Block-Fused Attention-Driven Adaptively-Pooled ResNet Model for Improved Cervical Cancer Classification
This work addresses the problem of limited performance in CAD systems for cervical cancer classification, which is critical for women's health, and while it introduces new components, it builds on existing ResNet architectures, making it somewhat incremental.
The paper tackled cervical cancer classification by proposing a novel CAD system that integrates dual-level feature extraction, attention modules, and adaptive pooling, achieving 98.63% accuracy on the IARC dataset and 93.39% on AnnoCerv, with a 14.55% improvement over prior methods on IARC.
Cervical cancer is the second most common cancer among women and a leading cause of mortality. Many attempts have been made to develop an effective Computer Aided Diagnosis (CAD) system; however, their performance remains limited. Using pretrained ResNet-50/101/152, we propose a novel CAD system that significantly outperforms prior approaches. Our novel model has three key components. First, we extract detailed features (color, edges, and texture) from early convolution blocks and the abstract features (shapes and objects) from later blocks, as both are equally important. This dual-level feature extraction is a new paradigm in cancer classification. Second, a non-parametric 3D attention module is uniquely embedded within each block for feature enhancement. Third, we design a theoretically motivated innovative adaptive pooling strategy for feature selection that applies Global Max Pooling to detailed features and Global Average Pooling to abstract features. These components form our Proposed Block-Fused Attention-Driven Adaptively-Pooled ResNet (BF-AD-AP-ResNet) model. To further strengthen learning, we introduce a Tri-Stream model, which unifies the enhanced features from three BF-AD-AP-ResNets. An SVM classifier is employed for final classification. We evaluate our models on two public datasets, IARC and AnnoCerv. On IARC, the base ResNets achieve an average performance of 90.91%, while our model achieves an excellent performance of 98.63%. On AnnoCerv, the base ResNets reach to 87.68%, and our model improves this significantly, reaching 93.39%. Our approach outperforms the best existing method on IARC by an average of 14.55%. For AnnoCerv, no prior competitive works are available. Additionally, we introduce a novel SHAP+LIME explainability method, accurately identifying the cancerous region in 97% of cases, ensuring model reliability for real-world use.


**Task description:** A faithful copy of the data below is required, leaving out every picture.

**Data to use:**
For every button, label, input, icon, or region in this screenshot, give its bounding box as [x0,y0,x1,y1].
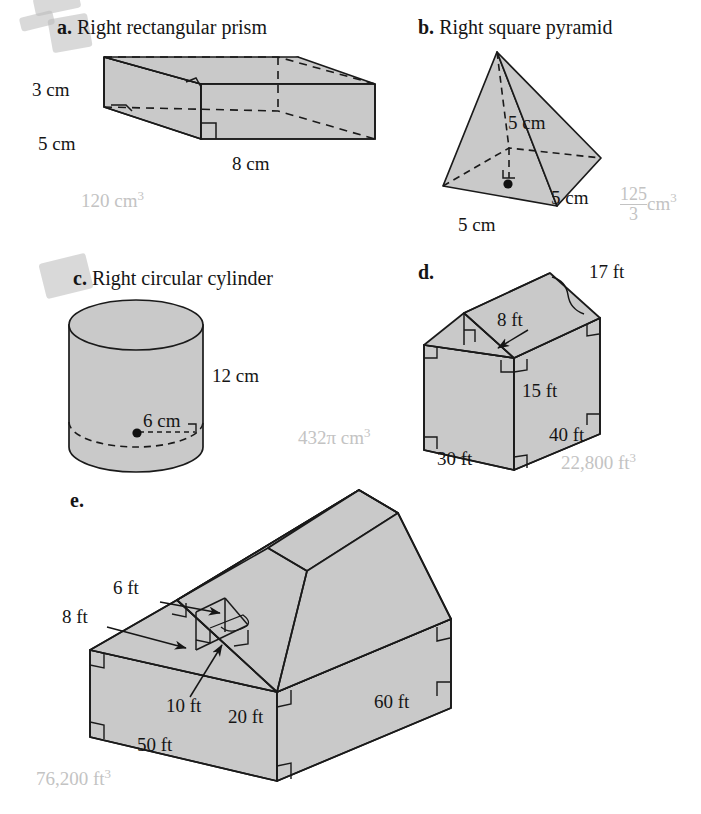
figure-a-dim-width: 5 cm [38,134,75,153]
figure-c-letter: c. [73,267,87,289]
figure-c-answer: 432π cm3 [298,427,371,447]
prism-front-face [201,84,375,139]
figure-e-answer: 76,200 ft3 [36,768,111,788]
figure-a-answer-exponent: 3 [137,188,143,203]
pyramid-center-point [503,179,512,188]
figure-b-title: Right square pyramid [439,16,612,38]
figure-c-dim-height: 12 cm [212,366,259,385]
figure-b-answer-exponent: 3 [670,190,676,205]
figure-e-heading: e. [70,490,84,510]
figure-e-dim-roof-half-width: 10 ft [166,696,201,715]
fraction-denominator: 3 [620,204,647,224]
figure-c-answer-value: 432π cm [298,427,364,448]
figure-d-dim-roof-slant: 17 ft [589,262,624,281]
figure-d-dim-wall-height: 15 ft [522,381,557,400]
figure-b-answer: 125 3 cm3 [620,186,677,225]
cylinder-center-point [132,428,141,437]
figure-b-answer-unit: cm [647,193,670,214]
figure-c-heading: c. Right circular cylinder [73,268,273,288]
figure-b-dim-base-front: 5 cm [458,215,495,234]
figure-c-answer-exponent: 3 [364,425,370,440]
cylinder-top-ellipse [69,300,203,350]
figure-a-title: Right rectangular prism [77,16,267,38]
figure-d-dim-roof-height: 8 ft [497,310,523,329]
figure-a-dim-length: 8 cm [232,154,269,173]
figure-a-heading: a. Right rectangular prism [57,17,267,37]
figure-sheet: a. Right rectangular prism 3 cm 5 cm 8 c… [0,0,701,814]
figure-d-dim-width: 30 ft [437,449,472,468]
figure-d-letter: d. [418,261,434,283]
figure-a-letter: a. [57,16,72,38]
figure-a-dim-height: 3 cm [32,80,69,99]
figure-b-dim-base-right: 5 cm [551,188,588,207]
figure-e-dim-roof-peak: 6 ft [113,578,139,597]
figure-e-dim-depth: 60 ft [374,692,409,711]
figure-b-answer-fraction: 125 3 [620,185,647,224]
figure-a-prism [104,57,375,139]
figure-b-letter: b. [418,16,434,38]
figure-d-answer-value: 22,800 ft [561,452,630,473]
figure-d-dim-depth: 40 ft [549,425,584,444]
figure-a-answer: 120 cm3 [81,190,144,210]
figure-e-dim-wall-height: 20 ft [228,707,263,726]
figure-a-answer-value: 120 cm [81,190,137,211]
figure-d-heading: d. [418,262,434,282]
figure-e-dim-roof-slant: 8 ft [62,607,88,626]
figure-d-answer-exponent: 3 [630,450,636,465]
figure-c-cylinder [69,300,203,472]
fraction-numerator: 125 [620,185,647,204]
figure-d-answer: 22,800 ft3 [561,452,636,472]
figure-e-letter: e. [70,489,84,511]
figure-e-dim-front-width: 50 ft [137,735,172,754]
figure-c-title: Right circular cylinder [92,267,273,289]
geometry-canvas [0,0,701,814]
figure-c-dim-radius: 6 cm [143,411,180,430]
figure-e-answer-value: 76,200 ft [36,768,105,789]
figure-e-answer-exponent: 3 [105,766,111,781]
figure-b-heading: b. Right square pyramid [418,17,612,37]
figure-b-dim-height: 5 cm [508,113,545,132]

**Response to this task:**
For every button, label, input, icon, or region in this screenshot, give its bounding box as [x0,y0,x1,y1].
figure-a-dim-width: 5 cm [38,134,75,153]
figure-c-letter: c. [73,267,87,289]
figure-c-answer: 432π cm3 [298,427,371,447]
prism-front-face [201,84,375,139]
figure-e-answer: 76,200 ft3 [36,768,111,788]
figure-a-answer-exponent: 3 [137,188,143,203]
pyramid-center-point [503,179,512,188]
figure-b-title: Right square pyramid [439,16,612,38]
figure-c-dim-height: 12 cm [212,366,259,385]
figure-b-answer-exponent: 3 [670,190,676,205]
figure-e-heading: e. [70,490,84,510]
figure-e-dim-roof-half-width: 10 ft [166,696,201,715]
fraction-denominator: 3 [620,204,647,224]
figure-c-answer-value: 432π cm [298,427,364,448]
figure-d-dim-roof-slant: 17 ft [589,262,624,281]
figure-d-dim-wall-height: 15 ft [522,381,557,400]
figure-b-answer: 125 3 cm3 [620,186,677,225]
cylinder-center-point [132,428,141,437]
figure-b-answer-unit: cm [647,193,670,214]
figure-c-heading: c. Right circular cylinder [73,268,273,288]
figure-b-dim-base-front: 5 cm [458,215,495,234]
figure-c-answer-exponent: 3 [364,425,370,440]
cylinder-top-ellipse [69,300,203,350]
figure-a-title: Right rectangular prism [77,16,267,38]
figure-d-dim-roof-height: 8 ft [497,310,523,329]
figure-a-dim-length: 8 cm [232,154,269,173]
figure-a-heading: a. Right rectangular prism [57,17,267,37]
figure-sheet: a. Right rectangular prism 3 cm 5 cm 8 c… [0,0,701,814]
figure-d-dim-width: 30 ft [437,449,472,468]
figure-d-letter: d. [418,261,434,283]
figure-a-letter: a. [57,16,72,38]
figure-a-dim-height: 3 cm [32,80,69,99]
figure-b-dim-base-right: 5 cm [551,188,588,207]
figure-e-dim-roof-peak: 6 ft [113,578,139,597]
figure-e-dim-depth: 60 ft [374,692,409,711]
figure-b-answer-fraction: 125 3 [620,185,647,224]
figure-a-prism [104,57,375,139]
figure-b-letter: b. [418,16,434,38]
figure-d-answer-value: 22,800 ft [561,452,630,473]
figure-d-dim-depth: 40 ft [549,425,584,444]
figure-a-answer: 120 cm3 [81,190,144,210]
figure-e-dim-wall-height: 20 ft [228,707,263,726]
figure-a-answer-value: 120 cm [81,190,137,211]
figure-d-heading: d. [418,262,434,282]
figure-e-dim-roof-slant: 8 ft [62,607,88,626]
figure-d-answer-exponent: 3 [630,450,636,465]
figure-c-cylinder [69,300,203,472]
fraction-numerator: 125 [620,185,647,204]
figure-d-answer: 22,800 ft3 [561,452,636,472]
figure-e-letter: e. [70,489,84,511]
figure-e-dim-front-width: 50 ft [137,735,172,754]
figure-c-title: Right circular cylinder [92,267,273,289]
geometry-canvas [0,0,701,814]
figure-c-dim-radius: 6 cm [143,411,180,430]
figure-e-answer-value: 76,200 ft [36,768,105,789]
figure-e-answer-exponent: 3 [105,766,111,781]
figure-b-heading: b. Right square pyramid [418,17,612,37]
figure-b-dim-height: 5 cm [508,113,545,132]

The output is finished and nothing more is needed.